The Courage of Conviction — Sustaining Contrarian Positions
Being a contrarian is not just intellectually difficult — it is socially and professionally uncomfortable in ways that test resolve at exactly the moments when resolve matters most. Howard Marks has written more clearly than anyone about the specific difficulties of maintaining contrarian positions when the consensus is winning and your thesis appears to be wrong.
Why This Matters
The contrarian investor's greatest practical challenge is not identifying the opportunity — it is surviving the period between buying and being proven right. This period, during which the consensus continues to win and the contrarian position continues to underperform, is when the psychological and professional pressure to capitulate is most intense. Marks has described this challenge with unusual candour: the periods in which he was generating his best long-term returns were often the periods in which he was being criticised most sharply. Buying distressed debt in 1990 — when the consensus was avoiding it — required living with the discomfort of being wrong until the market proved him right. The only way to hold a contrarian position through its period of underperformance is to have genuine conviction in the analysis, not just confidence in the idea.
The Core Idea
Contrarian conviction has three essential components. The first is analytical rigour — a thorough, honest assessment of why the consensus is wrong that goes substantially deeper than "the market is too pessimistic." Conviction without analysis is stubbornness. Analytical rigour requires understanding the specific mechanism by which the consensus is mispricing the asset, the range of scenarios that would cause the mispricing to persist or worsen, and the conditions under which the thesis would be invalidated. Without this level of detail, the "conviction" to hold through underperformance is really just discomfort with admitting a mistake. The second component is time horizon clarity. Most contrarian mispricings take longer to correct than anticipated. A stock priced for permanent pessimism may stay at maximum pessimism prices for two, three, or five years while the business slowly recovers. The investor who bought with a 12-month expectation of correction will face agonising underperformance and may capitulate just before the recovery occurs. Contrarian positions require entering with explicit acknowledgment that the thesis may take far longer than expected to be validated — and capital and patience adequate to wait. The third component is the ability to distinguish between a thesis being wrong and a thesis being early. When a contrarian position underperforms, the critical question is: has the fundamental analysis changed, or has only the price changed? If the analysis that justified the original purchase — the assessment of permanent versus temporary impairment, the probability distribution of outcomes — remains intact, continued underperformance is noise, not signal. If the fundamental analysis has deteriorated — if new information has changed the probability of recovery — the price decline is a signal and the position should be reassessed.

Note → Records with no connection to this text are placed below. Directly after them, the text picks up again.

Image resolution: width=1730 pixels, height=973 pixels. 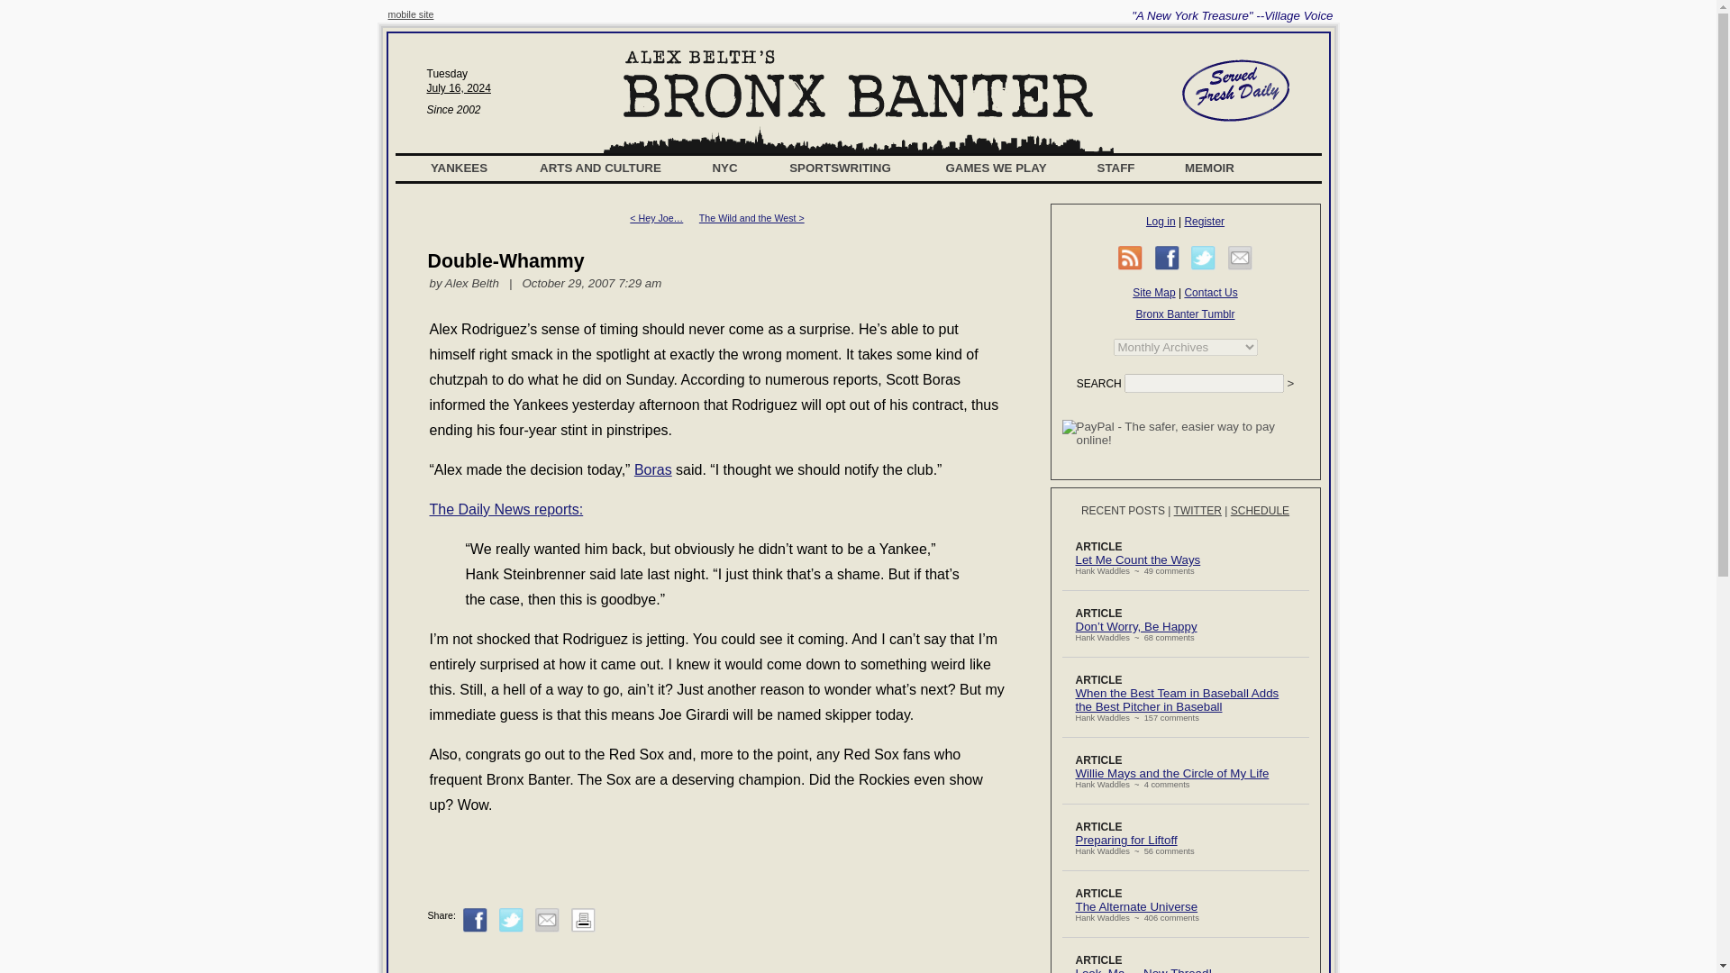 I want to click on Permanent link to Willie Mays and the Circle of My Life, so click(x=1173, y=773).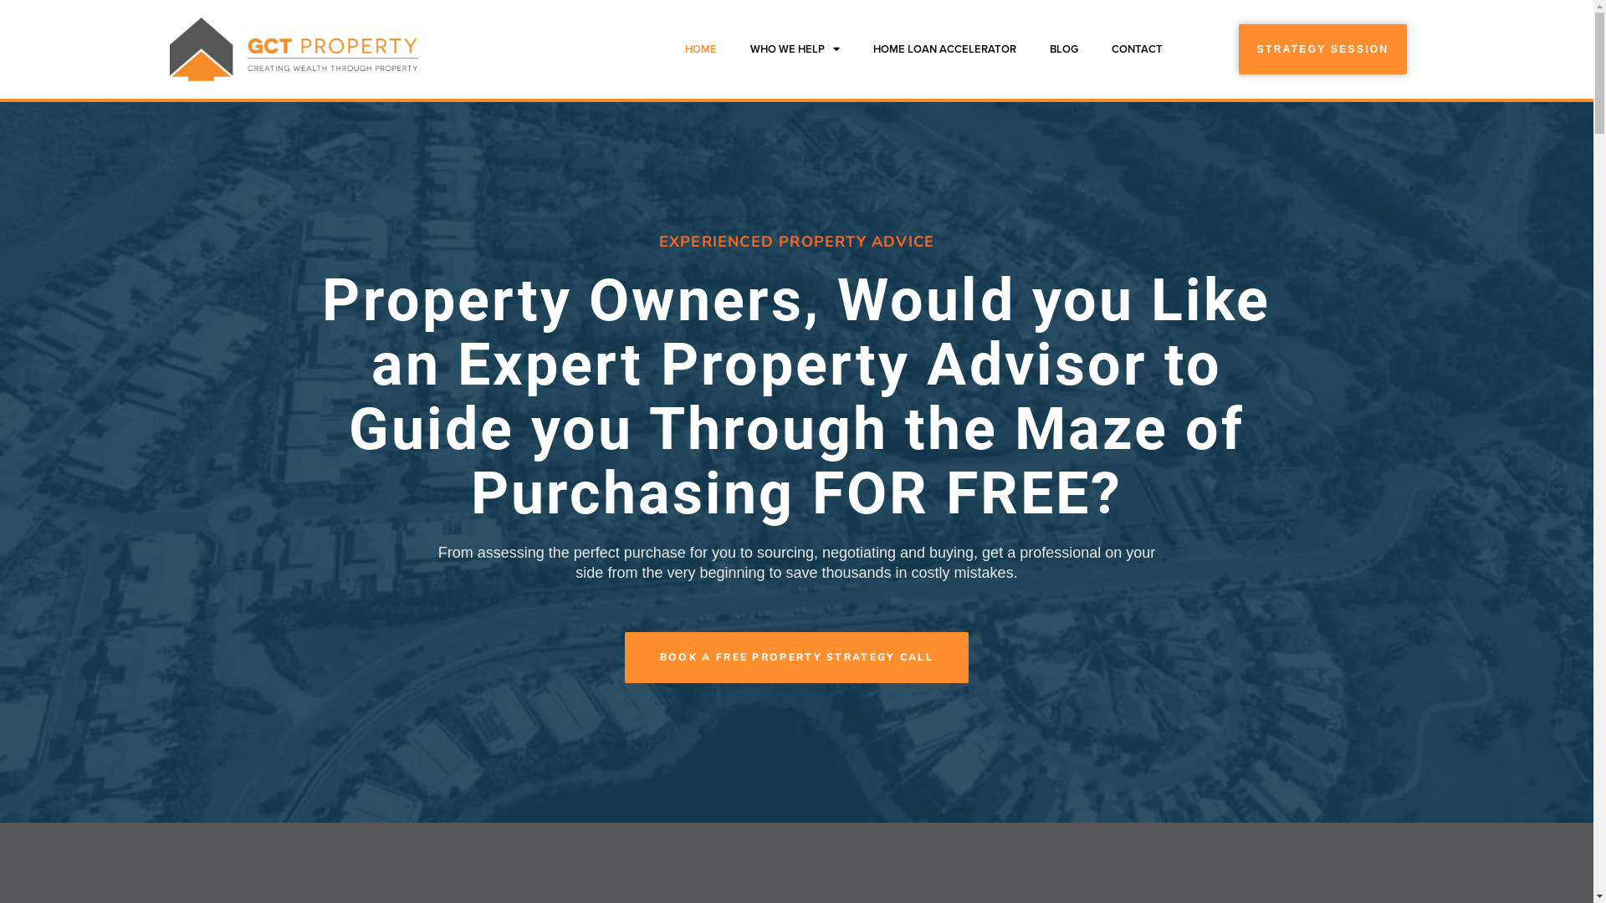 The width and height of the screenshot is (1606, 903). Describe the element at coordinates (945, 49) in the screenshot. I see `HOME LOAN ACCELERATOR` at that location.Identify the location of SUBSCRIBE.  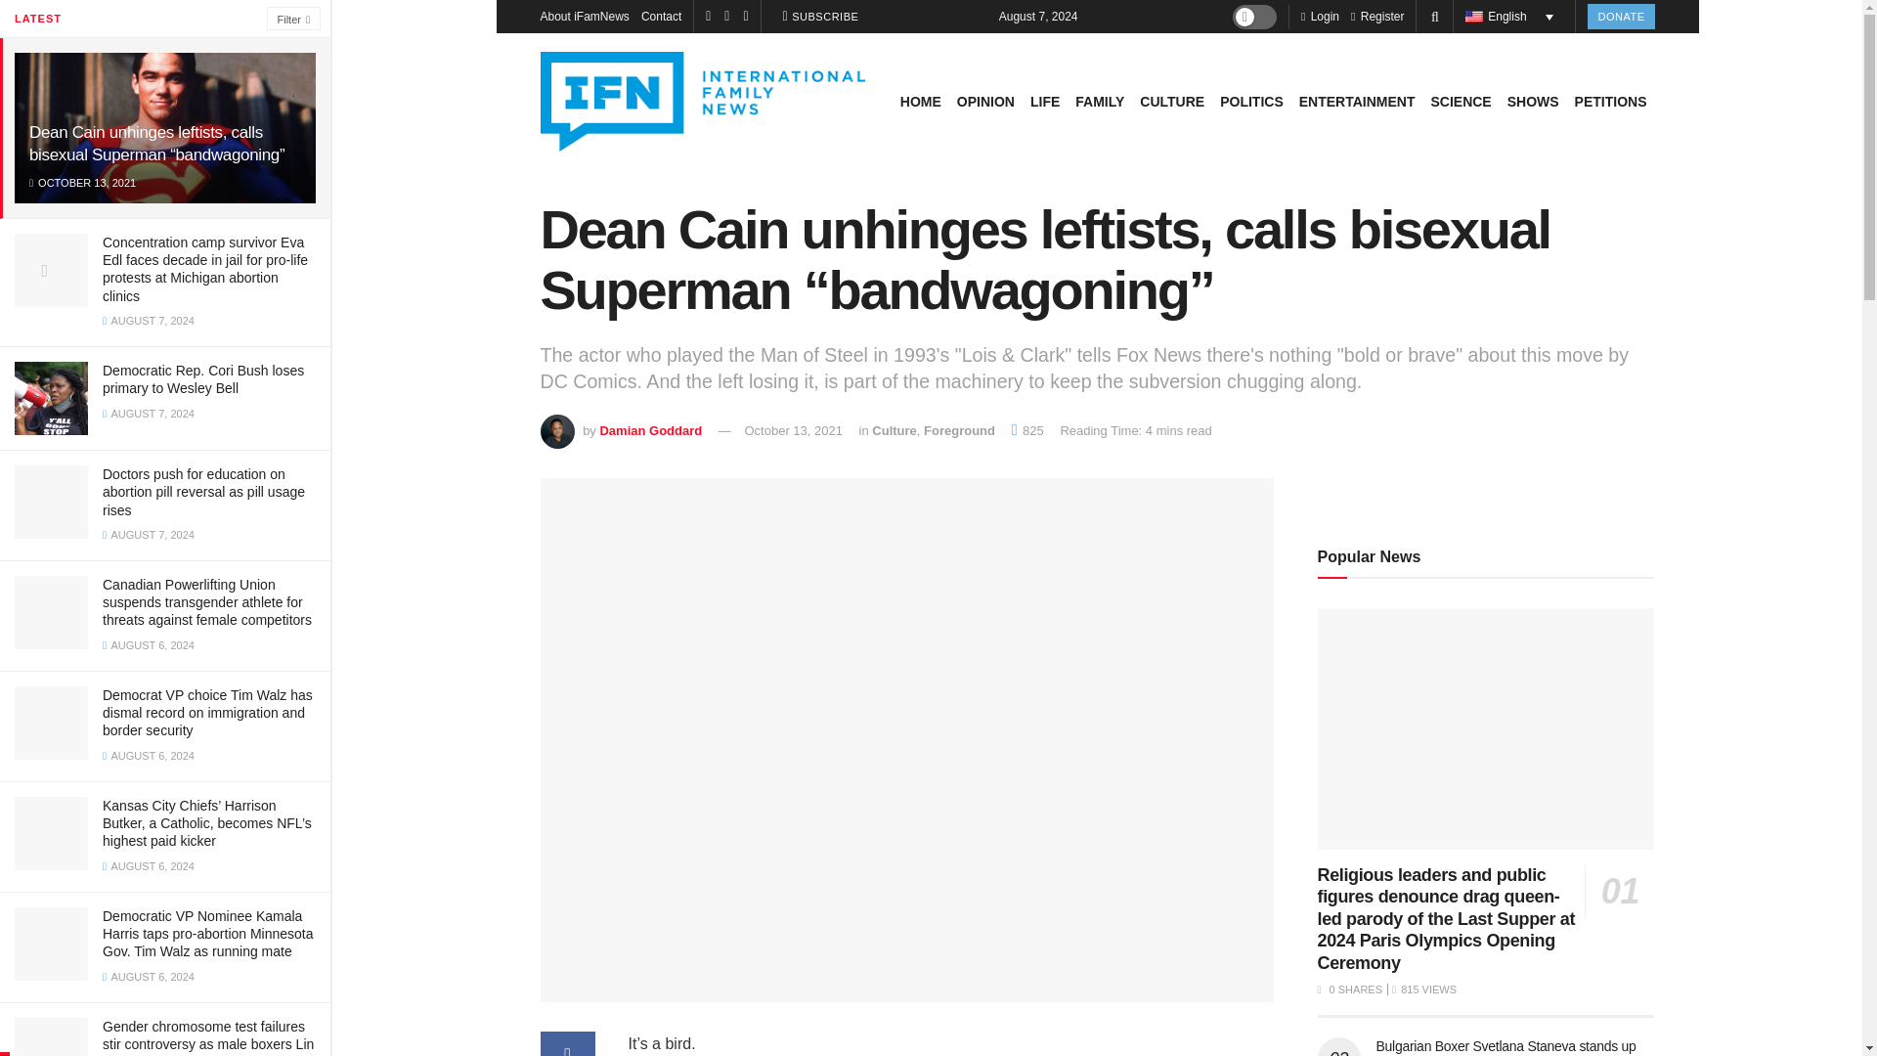
(821, 17).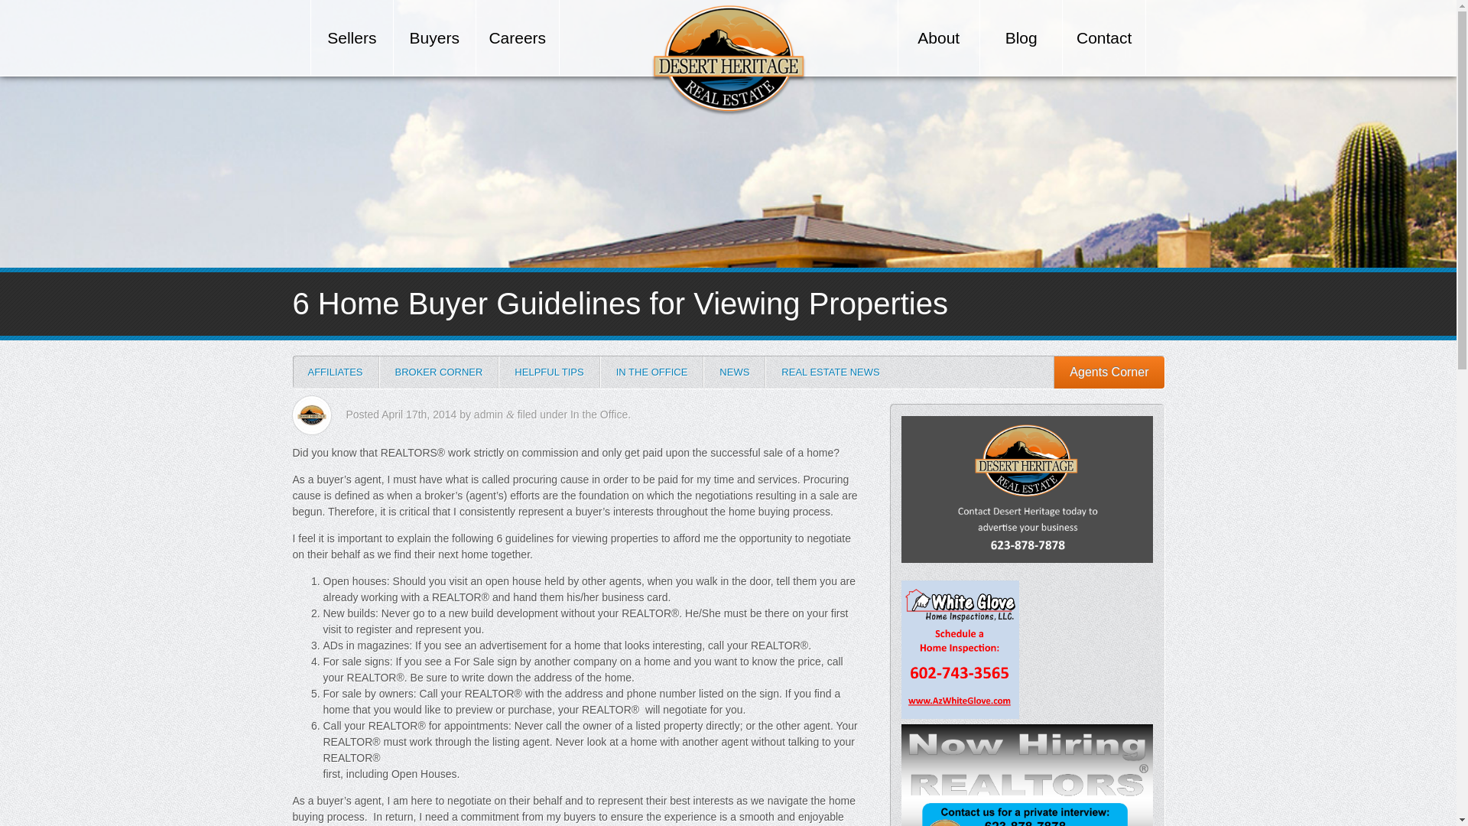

Howard Marks's Perspective
“Marks: "Being too far ahead of your time is indistinguishable from being wrong. The contrarian who is right but early suffers exactly the same as the contrarian who is simply wrong — underperformance, criticism, and pressure to exit the position. The difference only becomes apparent when the thesis finally plays out. This is why the courage to hold is as important as the insight to buy.”
Howard Marks
A Real Example
Oaktree Capital's investment in distressed mortgage securities in 2007–2009 required sustained contrarian conviction through the most frightening period in modern financial history. Marks and his team began buying in 2007, when prices fell sharply; continued buying in 2008, as prices fell further and the financial system appeared to be collapsing; and held through 2009 and beyond as the recovery was slow and uncertain. At every stage, the easier decision was to stop buying or to sell. The conviction to maintain and add to the position was grounded in analysis — of default rates, recovery values, and the probability distribution of outcomes — not in stubbornness or hope. The returns on those investments were exceptional and validated the discipline.
The Common Mistake
The most common and costly mistake is capitulating at exactly the wrong moment — exiting contrarian positions after a period of underperformance, just before the thesis validates. This pattern — which Marks calls "being right at the wrong time" — destroys contrarian returns systematically. The investor who bought a deeply undervalued asset, experienced further underperformance, and then sold at the lows captures only the downside of the contrarian approach without any of the upside. The discipline of maintaining positions through underperformance — provided the fundamental analysis remains intact — is what separates contrarian investors who capture the full cycle from those who simply buy into bad news without the patience to hold through it.
Key Takeaways
What to Read Next
You have completed the five foundational Contrarian Investing lessons. Explore the Concepts library for the key terms — Second-Level Thinking, Risk Premium, Value Trap, Mean Reversion — that define the contrarian framework. Or move to the Market Cycles school to understand how the macro environment shapes the cycle within which all contrarian and value opportunities arise.